Populists across Europe have seized on the truck attack in Berlin as a way to criticise Germany’s immigration policy but key players have held back on jumping to conclusions as the investigation continues.
Former UK Independence Party (UKIP) leader Nigel Farage, a key ally of US President-elect Donald Trump in Europe, said the attack that killed 12 people was “no surprise” and would be part of German Chancellor Angela Merkel’s “legacy”.
“Merkel has directly caused a whole number of social and terrorist problems in Germany, it’s about time we confronted that truth,” he told LBC radio on Tuesday.
UKIP donor Arron Banks, who was also a key funder behind the Brexit campaign, tweeted that Merkel “might as well have” been driving the truck herself.
A 23-year-old Pakistani asylum-seeker was arrested immediately after the incident on Monday after reportedly fleeing the scene but was released on Tuesday without charge.
Police said on Wednesday they were now on a manhunt for a new suspect, identified in German media as a Tunisian citizen in his early 20s who applied for asylum in April and had a temporary residence permit.
Merkel has been criticised over her decision to let in around a million migrants -- many of them fleeing war-torn Syria -- over the past two years.
- ‘Last drop of patience’ -
Her policy has been polarising, not just in Germany.
Just hours after Monday’s attack, far-right Dutch lawmaker Geert Wilders sharply blamed European leaders for admitting asylum-seekers into Europe.
“Merkel, (Dutch Prime Minister Mark) Rutte and all the other cowardly government leaders have allowed in Islamic terror and an asylum tsunami with their open borders policy,” he tweeted on Tuesday.
Wilders, who heads the anti-Islam Freedom Party (PVV), also tweeted a photo-shopped picture of Merkel with her hands, face and jacket spattered in blood.
The image was not accompanied by any words, but implied she had blood on her hands for the attack.
Slovak Prime Minister Robert Fico on Tuesday said the Berlin attack had been “the last drop in the cup of patience” in Europe’s migration crisis.
Matthew Goodwin, a senior fellow at the Chatham House think tank, said attacks such as the one in Berlin represented a “significant opportunity” for the “radical right” to emphasise the issue of security.
“Across much of Europe, the radical right is increasingly linking the migrant crisis to security,” alongside their traditional anti-elite and anti-immigration campaign messages, he said.
- Merkel ‘irresponsible’ -
Other populist forces have been more cautious, however.
In Austria, the far-right Freedom Party steered clear of making the link between Merkel’s policies and the attack.
France’s National Front leader Marine Le Pen also made no connection.
But the National Front’s deputy leader Florian Phlippot told French TV that Islamic State group militants had infiltrated Europe along with migrants.
“When there are Islamist terrorists who infiltrate themselves in a massive influx, we have the duty to stop the influx,” he said, calling Merkel’s open-doors policy for migrants “irresponsible”.
In Germany itself, the Islamophobic and anti-immigration populist party AfD wasted no time in laying the blame on Merkel.
“The milieu in which such acts can flourish has been negligently and systematically imported over the past year and a half,” the group’s co-leader Frauke Petry said in a statement, in a clear reference to Merkel’s decision to let in refugees.
“Germany is no longer safe. It should be the responsibility of the chancellor to tell you this. But since she won’t do it, then I’ll say it,” Petry said, demanding “control over our territory, no ifs and buts”.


**WHAT THE TASK ASKS:** Which lines in the records below contain the word "Pricing"? Copy each one.

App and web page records

--------------------------------------------------

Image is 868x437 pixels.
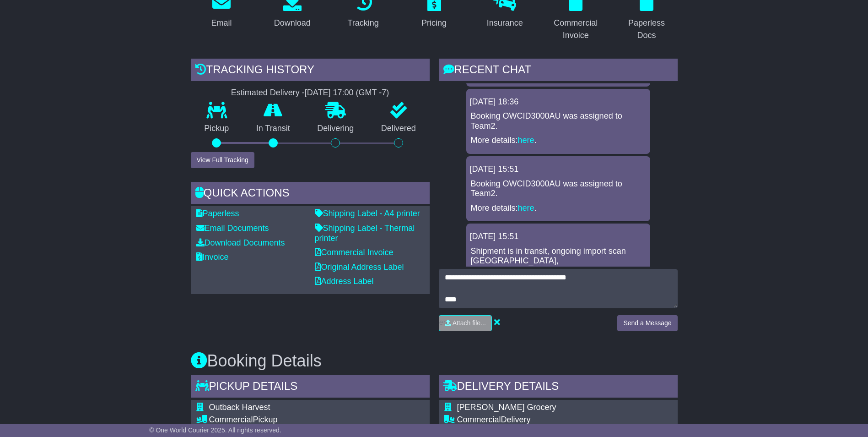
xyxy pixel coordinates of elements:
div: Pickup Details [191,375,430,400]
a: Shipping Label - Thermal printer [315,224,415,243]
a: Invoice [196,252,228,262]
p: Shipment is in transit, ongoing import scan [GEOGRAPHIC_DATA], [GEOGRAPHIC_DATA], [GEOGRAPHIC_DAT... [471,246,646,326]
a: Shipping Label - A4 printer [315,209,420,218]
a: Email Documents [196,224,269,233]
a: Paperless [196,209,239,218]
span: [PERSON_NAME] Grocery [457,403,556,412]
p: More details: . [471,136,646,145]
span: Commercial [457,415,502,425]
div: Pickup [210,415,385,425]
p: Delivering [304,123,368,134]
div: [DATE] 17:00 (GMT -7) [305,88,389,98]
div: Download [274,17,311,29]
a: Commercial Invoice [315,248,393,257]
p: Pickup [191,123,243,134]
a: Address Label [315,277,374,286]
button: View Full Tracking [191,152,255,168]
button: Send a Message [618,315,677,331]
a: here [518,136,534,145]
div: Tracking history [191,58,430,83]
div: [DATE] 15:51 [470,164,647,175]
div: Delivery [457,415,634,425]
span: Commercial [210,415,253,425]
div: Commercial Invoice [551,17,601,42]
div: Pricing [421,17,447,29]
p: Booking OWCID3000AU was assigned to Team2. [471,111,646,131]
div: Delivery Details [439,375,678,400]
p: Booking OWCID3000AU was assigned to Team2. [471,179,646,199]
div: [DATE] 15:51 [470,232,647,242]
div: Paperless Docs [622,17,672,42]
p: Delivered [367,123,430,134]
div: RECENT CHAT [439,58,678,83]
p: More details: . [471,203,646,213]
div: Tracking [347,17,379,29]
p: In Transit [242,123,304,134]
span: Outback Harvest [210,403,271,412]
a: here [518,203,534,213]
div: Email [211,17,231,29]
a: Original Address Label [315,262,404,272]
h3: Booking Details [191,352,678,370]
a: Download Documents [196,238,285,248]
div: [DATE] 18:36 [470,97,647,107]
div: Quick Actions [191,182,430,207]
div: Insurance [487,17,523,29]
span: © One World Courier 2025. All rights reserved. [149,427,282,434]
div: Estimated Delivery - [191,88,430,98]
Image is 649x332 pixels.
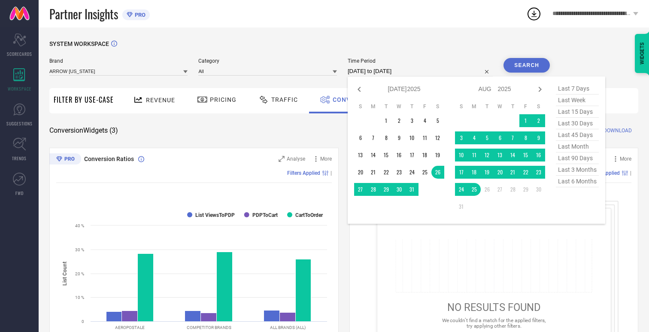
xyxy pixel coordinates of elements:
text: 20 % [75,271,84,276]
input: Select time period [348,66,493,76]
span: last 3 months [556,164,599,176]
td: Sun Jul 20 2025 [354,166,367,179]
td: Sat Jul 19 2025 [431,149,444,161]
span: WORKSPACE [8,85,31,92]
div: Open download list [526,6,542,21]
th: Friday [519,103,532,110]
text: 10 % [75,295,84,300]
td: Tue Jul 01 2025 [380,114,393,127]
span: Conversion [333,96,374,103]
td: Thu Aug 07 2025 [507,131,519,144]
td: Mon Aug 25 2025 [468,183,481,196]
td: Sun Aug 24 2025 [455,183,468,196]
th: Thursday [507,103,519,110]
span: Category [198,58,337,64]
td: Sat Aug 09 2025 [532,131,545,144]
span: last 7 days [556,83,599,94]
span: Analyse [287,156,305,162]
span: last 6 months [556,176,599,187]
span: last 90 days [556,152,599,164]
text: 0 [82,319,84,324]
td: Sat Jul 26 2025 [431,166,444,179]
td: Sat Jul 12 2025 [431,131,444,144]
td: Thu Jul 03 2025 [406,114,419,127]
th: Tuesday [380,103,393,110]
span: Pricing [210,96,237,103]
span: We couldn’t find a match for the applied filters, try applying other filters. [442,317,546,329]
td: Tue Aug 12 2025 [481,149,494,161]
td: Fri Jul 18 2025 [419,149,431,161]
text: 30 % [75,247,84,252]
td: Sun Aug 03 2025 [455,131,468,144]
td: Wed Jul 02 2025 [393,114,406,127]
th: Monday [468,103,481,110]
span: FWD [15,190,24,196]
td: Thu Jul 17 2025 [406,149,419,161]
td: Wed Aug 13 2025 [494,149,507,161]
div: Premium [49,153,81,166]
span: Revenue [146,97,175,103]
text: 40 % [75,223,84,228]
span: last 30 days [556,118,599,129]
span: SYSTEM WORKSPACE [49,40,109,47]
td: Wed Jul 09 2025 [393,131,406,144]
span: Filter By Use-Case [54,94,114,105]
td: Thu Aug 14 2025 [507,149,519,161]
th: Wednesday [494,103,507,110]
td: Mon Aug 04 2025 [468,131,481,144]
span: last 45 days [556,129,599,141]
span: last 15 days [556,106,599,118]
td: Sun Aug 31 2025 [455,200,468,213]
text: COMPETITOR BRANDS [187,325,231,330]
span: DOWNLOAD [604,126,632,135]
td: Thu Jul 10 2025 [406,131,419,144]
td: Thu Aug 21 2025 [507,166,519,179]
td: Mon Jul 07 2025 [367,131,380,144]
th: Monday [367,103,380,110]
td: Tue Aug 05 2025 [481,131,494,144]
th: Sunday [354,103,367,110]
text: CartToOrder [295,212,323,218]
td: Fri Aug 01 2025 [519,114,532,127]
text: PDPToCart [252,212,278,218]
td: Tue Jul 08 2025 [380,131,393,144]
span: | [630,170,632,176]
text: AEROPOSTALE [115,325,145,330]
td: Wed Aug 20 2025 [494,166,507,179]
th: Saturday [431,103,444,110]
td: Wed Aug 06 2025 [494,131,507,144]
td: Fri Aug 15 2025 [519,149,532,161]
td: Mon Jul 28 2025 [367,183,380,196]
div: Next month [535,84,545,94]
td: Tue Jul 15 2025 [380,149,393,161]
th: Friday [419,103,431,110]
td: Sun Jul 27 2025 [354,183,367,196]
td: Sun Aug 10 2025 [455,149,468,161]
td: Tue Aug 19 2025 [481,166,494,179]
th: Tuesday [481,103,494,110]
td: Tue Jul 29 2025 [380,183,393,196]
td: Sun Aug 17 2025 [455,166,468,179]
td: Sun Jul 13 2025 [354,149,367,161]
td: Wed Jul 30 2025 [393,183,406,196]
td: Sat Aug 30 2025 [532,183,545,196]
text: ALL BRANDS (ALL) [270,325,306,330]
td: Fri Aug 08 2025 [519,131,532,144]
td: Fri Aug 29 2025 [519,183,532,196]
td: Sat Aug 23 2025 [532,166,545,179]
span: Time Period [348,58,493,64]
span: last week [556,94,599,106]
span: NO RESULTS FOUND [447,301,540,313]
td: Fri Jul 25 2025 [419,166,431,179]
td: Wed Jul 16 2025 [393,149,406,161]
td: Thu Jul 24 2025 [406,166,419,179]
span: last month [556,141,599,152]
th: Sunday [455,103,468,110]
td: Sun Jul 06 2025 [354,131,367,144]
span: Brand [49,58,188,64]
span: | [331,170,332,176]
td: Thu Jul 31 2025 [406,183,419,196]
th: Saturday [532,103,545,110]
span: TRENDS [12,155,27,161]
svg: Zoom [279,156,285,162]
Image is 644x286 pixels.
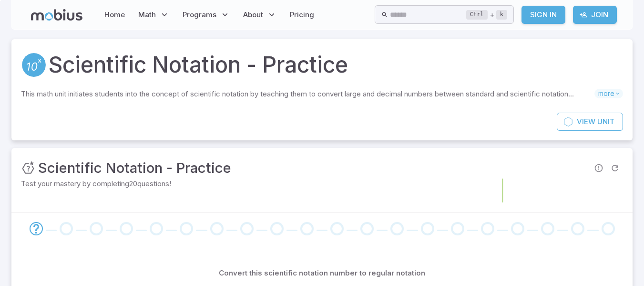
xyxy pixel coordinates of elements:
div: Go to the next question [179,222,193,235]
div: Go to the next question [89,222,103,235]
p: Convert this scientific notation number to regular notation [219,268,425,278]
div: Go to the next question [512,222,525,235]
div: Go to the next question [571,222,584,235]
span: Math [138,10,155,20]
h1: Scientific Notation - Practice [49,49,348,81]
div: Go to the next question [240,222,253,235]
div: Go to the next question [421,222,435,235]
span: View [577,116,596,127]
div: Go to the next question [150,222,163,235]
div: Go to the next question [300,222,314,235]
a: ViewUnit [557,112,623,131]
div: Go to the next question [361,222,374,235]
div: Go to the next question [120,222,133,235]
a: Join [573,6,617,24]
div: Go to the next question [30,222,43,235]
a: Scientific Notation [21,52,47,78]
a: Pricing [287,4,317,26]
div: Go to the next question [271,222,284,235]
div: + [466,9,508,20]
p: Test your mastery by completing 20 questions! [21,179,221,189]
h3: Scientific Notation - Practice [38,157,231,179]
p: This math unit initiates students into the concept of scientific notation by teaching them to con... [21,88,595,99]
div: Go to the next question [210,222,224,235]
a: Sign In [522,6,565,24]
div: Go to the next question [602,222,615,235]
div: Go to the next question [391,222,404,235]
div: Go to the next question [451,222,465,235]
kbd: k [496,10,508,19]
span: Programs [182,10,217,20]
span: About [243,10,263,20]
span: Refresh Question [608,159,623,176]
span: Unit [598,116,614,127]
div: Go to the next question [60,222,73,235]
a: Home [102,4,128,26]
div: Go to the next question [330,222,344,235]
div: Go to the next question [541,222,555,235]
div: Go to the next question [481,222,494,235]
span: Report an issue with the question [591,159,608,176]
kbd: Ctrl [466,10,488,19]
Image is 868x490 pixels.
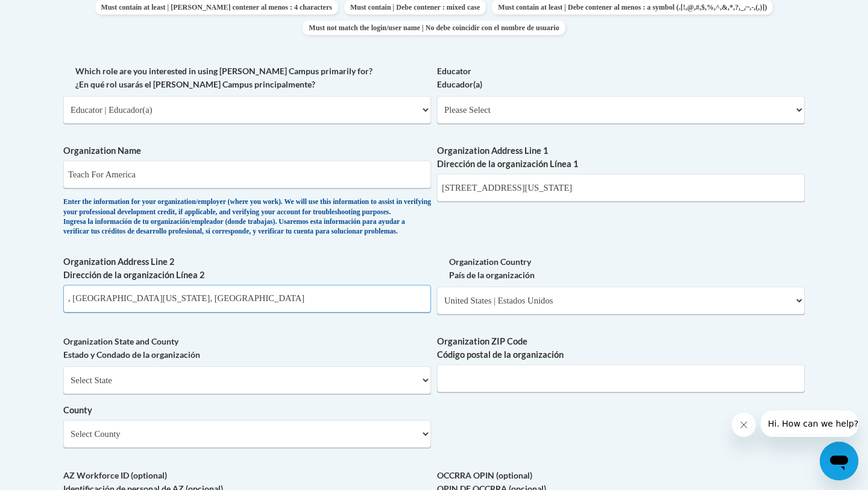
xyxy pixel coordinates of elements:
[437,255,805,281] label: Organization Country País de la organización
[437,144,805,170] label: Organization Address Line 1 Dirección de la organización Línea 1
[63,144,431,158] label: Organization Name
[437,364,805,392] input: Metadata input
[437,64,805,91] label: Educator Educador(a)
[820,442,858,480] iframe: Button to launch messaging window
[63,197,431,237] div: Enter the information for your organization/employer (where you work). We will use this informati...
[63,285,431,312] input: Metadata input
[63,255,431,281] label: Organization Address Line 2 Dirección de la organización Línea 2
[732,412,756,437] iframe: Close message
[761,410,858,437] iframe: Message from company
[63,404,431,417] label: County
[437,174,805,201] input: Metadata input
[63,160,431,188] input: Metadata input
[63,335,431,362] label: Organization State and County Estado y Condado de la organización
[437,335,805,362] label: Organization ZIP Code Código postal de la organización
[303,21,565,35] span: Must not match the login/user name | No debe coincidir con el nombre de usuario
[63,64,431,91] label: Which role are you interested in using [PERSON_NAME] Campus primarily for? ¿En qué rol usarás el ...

--------------------------------------------------

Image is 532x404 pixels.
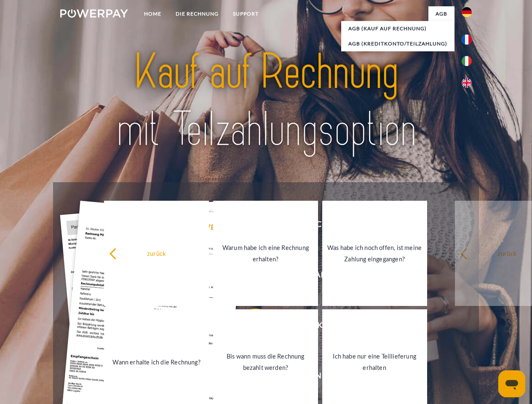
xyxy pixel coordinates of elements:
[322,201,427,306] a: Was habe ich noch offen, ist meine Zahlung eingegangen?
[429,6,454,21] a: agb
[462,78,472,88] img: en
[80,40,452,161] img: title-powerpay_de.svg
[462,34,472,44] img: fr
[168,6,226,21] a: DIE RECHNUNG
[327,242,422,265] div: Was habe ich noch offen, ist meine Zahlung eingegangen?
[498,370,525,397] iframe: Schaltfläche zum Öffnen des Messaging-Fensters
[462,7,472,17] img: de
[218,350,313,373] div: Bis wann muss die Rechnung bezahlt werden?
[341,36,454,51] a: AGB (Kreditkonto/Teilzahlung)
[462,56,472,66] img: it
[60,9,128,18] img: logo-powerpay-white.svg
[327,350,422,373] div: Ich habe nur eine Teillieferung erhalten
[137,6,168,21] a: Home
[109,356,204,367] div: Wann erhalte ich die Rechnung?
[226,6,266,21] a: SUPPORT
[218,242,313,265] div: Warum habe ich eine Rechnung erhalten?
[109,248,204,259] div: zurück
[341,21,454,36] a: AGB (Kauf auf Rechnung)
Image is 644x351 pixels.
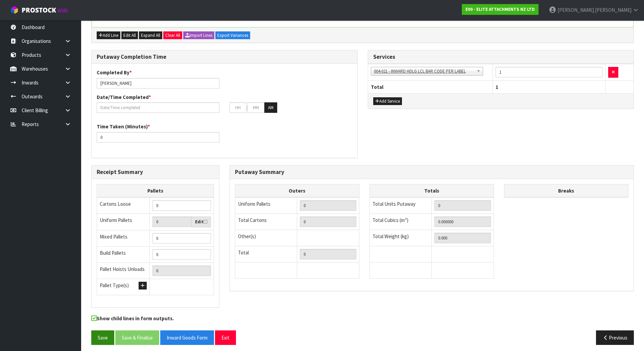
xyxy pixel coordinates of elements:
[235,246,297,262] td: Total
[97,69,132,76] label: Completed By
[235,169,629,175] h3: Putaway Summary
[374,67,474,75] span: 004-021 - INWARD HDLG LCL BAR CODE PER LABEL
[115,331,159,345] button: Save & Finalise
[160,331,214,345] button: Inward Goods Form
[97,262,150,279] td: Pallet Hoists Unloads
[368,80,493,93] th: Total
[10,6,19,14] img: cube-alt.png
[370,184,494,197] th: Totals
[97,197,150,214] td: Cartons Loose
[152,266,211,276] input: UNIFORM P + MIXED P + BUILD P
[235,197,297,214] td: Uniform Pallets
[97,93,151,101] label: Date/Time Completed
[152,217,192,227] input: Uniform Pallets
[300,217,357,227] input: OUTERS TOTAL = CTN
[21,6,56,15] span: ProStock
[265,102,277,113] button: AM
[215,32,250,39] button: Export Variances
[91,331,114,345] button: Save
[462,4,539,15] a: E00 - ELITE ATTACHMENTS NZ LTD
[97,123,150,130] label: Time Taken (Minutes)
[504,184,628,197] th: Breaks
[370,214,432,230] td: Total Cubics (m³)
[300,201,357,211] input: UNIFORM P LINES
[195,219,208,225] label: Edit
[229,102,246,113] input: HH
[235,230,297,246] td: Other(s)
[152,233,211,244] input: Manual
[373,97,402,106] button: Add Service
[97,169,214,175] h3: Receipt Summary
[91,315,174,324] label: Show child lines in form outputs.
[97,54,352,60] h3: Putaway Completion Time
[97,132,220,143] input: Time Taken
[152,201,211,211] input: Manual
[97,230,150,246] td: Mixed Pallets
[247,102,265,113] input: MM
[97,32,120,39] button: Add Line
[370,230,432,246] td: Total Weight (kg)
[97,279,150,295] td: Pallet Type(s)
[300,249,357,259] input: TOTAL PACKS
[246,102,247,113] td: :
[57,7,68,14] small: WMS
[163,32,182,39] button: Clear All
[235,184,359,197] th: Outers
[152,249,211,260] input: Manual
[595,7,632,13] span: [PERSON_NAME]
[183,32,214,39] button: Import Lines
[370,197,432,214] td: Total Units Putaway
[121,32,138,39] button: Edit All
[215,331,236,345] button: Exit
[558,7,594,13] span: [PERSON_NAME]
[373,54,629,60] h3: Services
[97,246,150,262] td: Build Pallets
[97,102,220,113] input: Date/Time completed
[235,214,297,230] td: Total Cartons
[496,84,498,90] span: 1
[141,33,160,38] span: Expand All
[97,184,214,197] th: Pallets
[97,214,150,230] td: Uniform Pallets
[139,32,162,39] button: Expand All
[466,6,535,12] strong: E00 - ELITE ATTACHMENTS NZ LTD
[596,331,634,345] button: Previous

--------------------------------------------------

**YOUR RESPONSE:**
div: Pricing [421,17,447,29]
span: Pricing [210,96,237,103]
a: Pricing [287,4,317,26]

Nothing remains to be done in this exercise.